| BY HELEN S. ASTIN
I have been monitoring the status of academic women at UCLA since the 1970s, first as chair of the Chancellor’s Advisory Committee on Affirmative Action and subsequently as president and a member of UCLA’s Association of Academic Women (AAW).
The recent gender-equity report found relatively small salary differentials — which can nevertheless result in significant reductions in lifetime earnings and retirement benefits — and a slower rate of advancement for women. The report underscores the fact that we have been remiss for many years in collecting data that would help shed light on the issue.
Between 1978-1992, I presented three different reports to AAW on the status of faculty women. Among the highlights were that from 1977-1989, women among ladder faculty increased from 10% to 17% and to 19% in 1991 (the percentage had risen to 22% by 1998); despite modest improvements since 1977, women in 1998 constituted 36% of assistant professors, compared to only 15% of full professors; in 1991, women accounted for only 12% of professors at Step VI and 2% at “above scale” (the two most “distinguished” professorial levels). By 1998, these figures had risen to only 13% and 4%, respectively.
These persisting rank differentials have implications for how academic women are perceived within the university; their small numbers, especially in the higher ranks, tend to render them invisible.
Through the years, there have been other studies on the campus climate. A 1988 study of 184 UCLA academic women by Professor Karen Rowe identified two main themes: a feeling of “benign neglect” and frequent tension between family concerns and the demands of academic careers.
Half of the women surveyed reported that standards for promotion were unclear; that they had a harder time in the promotion process; that they had experienced sexism from colleagues; and that there was no action taken in response to sexual-harassment allegations, and no sanctions existed for departments without women in faculty ranks. Respondents also believed that women had to be better than men to be promoted.
A 1990 campuswide diversity survey of 225 female and 765 male faculty by Professor Alexander Astin reported that gender discrimination was experienced much more by women than by men (44% versus 5%), as was sexual harassment (18% versus 2%), and that half of the women and one-fourth of the men reported hearing insensitive remarks about women from other faculty.
Despite considerable evidence of inequities and numerous proposals to remedy such inequities, UCLA has thus far done little to change the status of academic women on campus, to recognize them and to make them an integral part of the life of the institution. Clearly, the time has come to move from analysis to action.
My hope is that the recent gender-equity report and the conversations that it has generated will lead the university to take this issue seriously, to recruit women aggressively and promote them fairly and to attend to the concerns about campus climate. In short, it is critical that the recommendations of this and earlier reports be considered and acted upon.
Helen S. Astin is professor of education and associate director of the Higher Education Research Institute.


The needed output is the run of lines below from the one containing "Locate an element" through the one containing "pyautogui.click(x=<x>, y=<y>)", copied exactly and free of pictures.

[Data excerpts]
········
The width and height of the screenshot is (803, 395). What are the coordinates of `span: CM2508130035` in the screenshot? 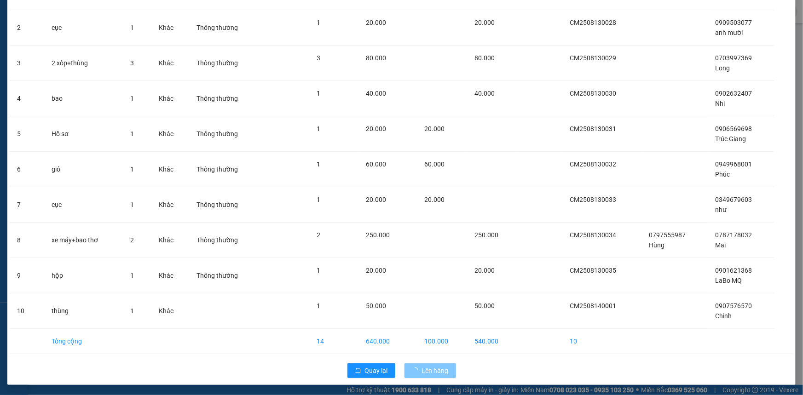 It's located at (593, 271).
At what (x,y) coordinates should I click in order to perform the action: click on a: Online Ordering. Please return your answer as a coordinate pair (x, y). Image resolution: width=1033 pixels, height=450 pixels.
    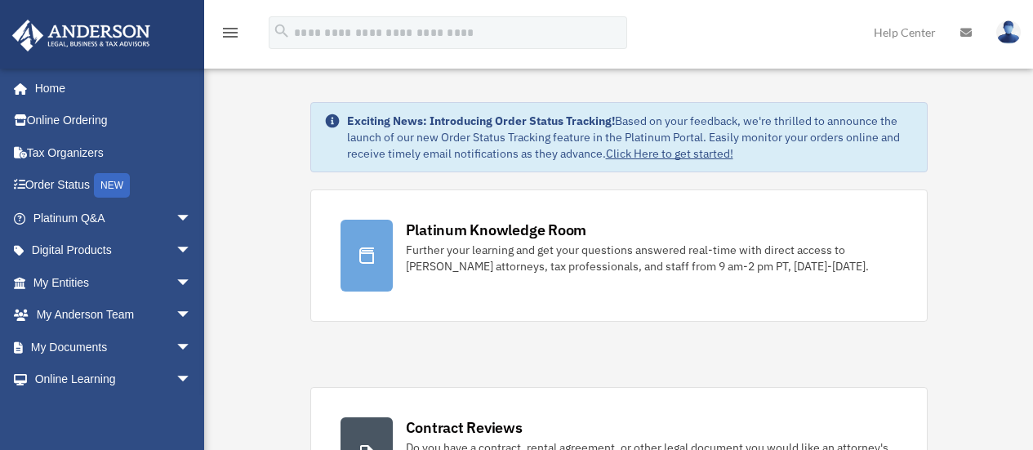
    Looking at the image, I should click on (114, 121).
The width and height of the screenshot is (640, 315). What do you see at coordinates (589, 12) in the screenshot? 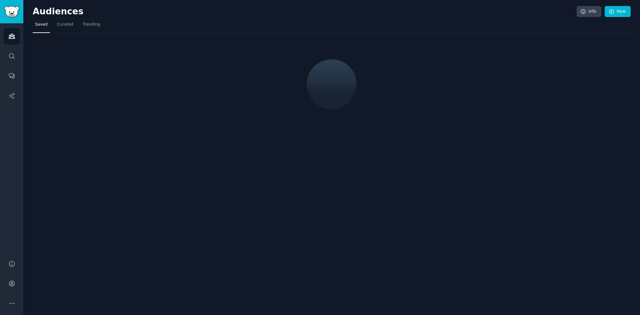
I see `a: Info` at bounding box center [589, 12].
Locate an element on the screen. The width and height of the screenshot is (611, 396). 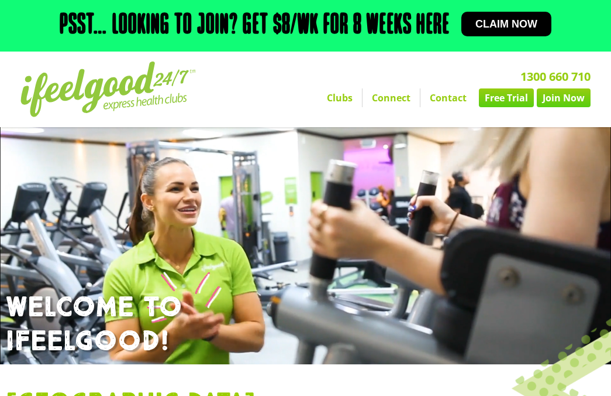
h1: WELCOME TO IFEELGOOD! is located at coordinates (305, 324).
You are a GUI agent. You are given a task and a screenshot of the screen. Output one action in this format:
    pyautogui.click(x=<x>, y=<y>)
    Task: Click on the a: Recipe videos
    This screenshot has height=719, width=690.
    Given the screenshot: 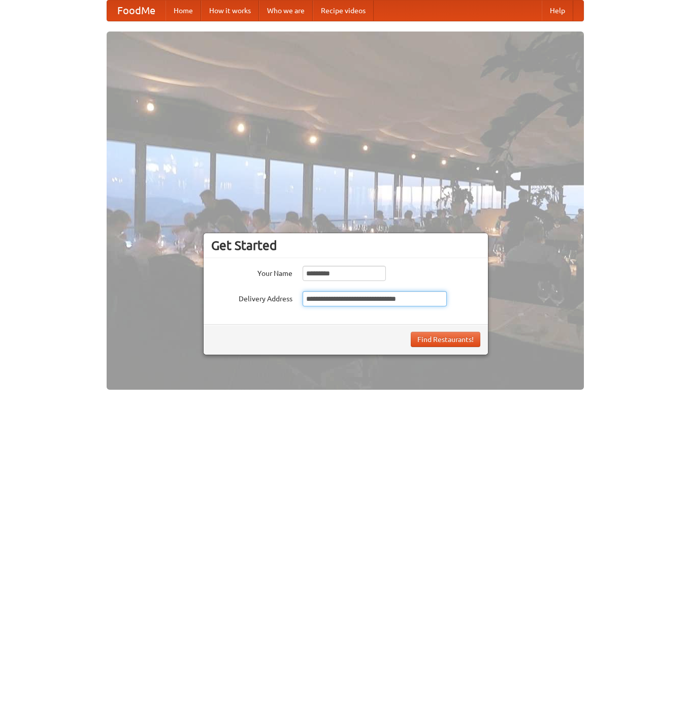 What is the action you would take?
    pyautogui.click(x=343, y=11)
    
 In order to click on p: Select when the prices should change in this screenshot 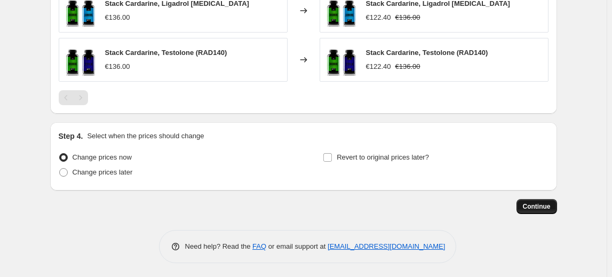, I will do `click(145, 136)`.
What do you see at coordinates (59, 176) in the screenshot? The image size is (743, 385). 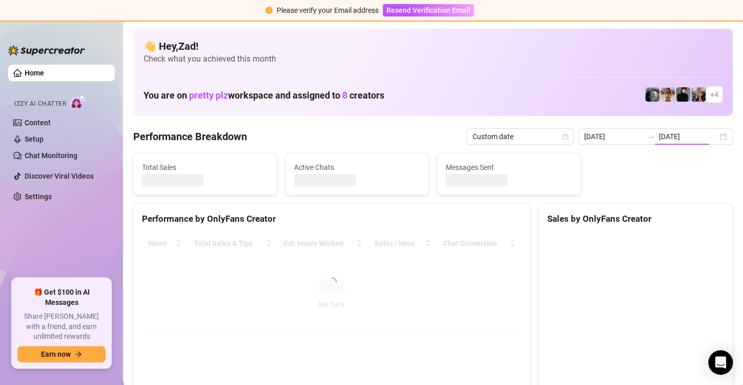 I see `a: Discover Viral Videos` at bounding box center [59, 176].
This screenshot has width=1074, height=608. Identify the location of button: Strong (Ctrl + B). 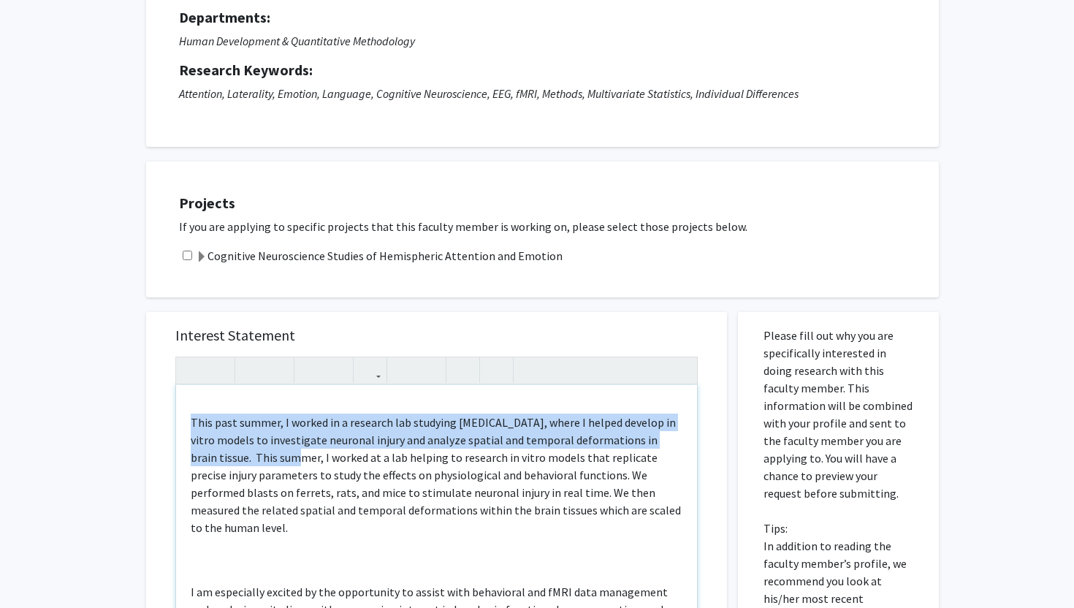
(251, 370).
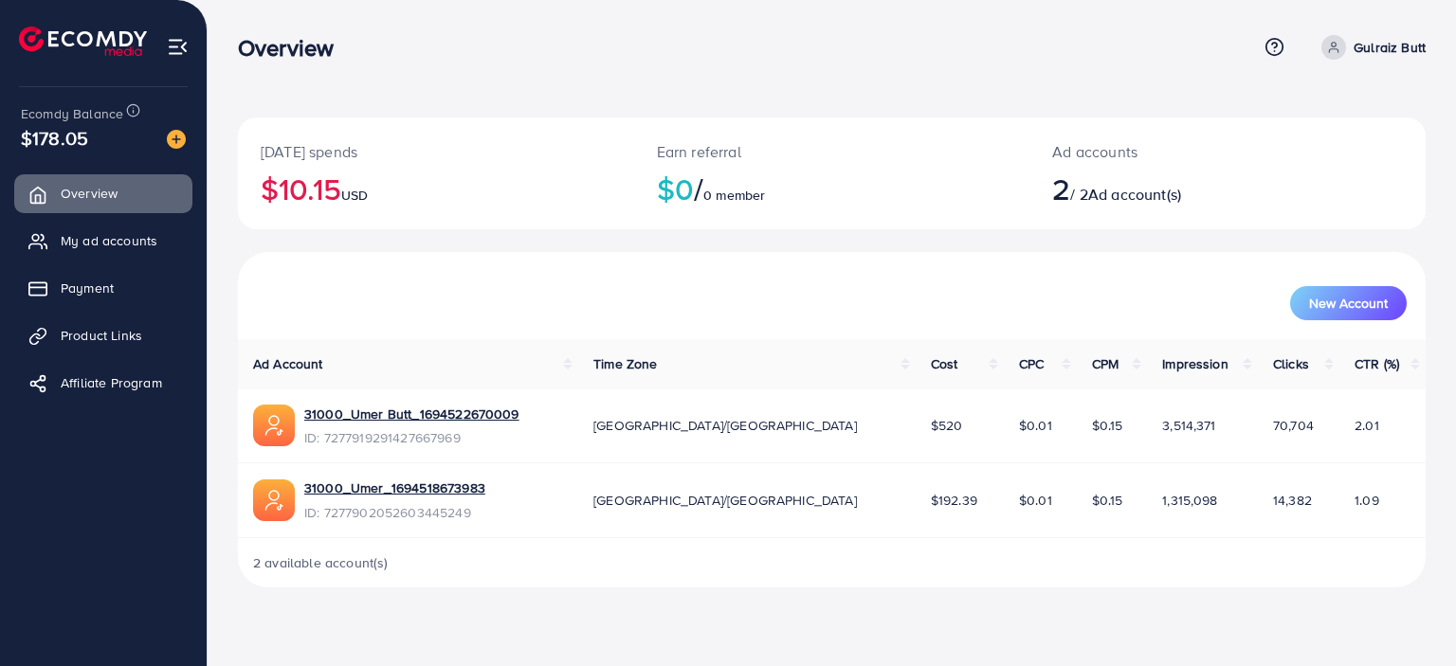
········
▸ **REPLY**
Locate an element on the screen. The width and height of the screenshot is (611, 396). 
h1: WELCOME TO IFEELGOOD! is located at coordinates (305, 324).
You are a GUI agent. You are given a task and a screenshot of the screen. Output one action in this format:
    pyautogui.click(x=<x>, y=<y>)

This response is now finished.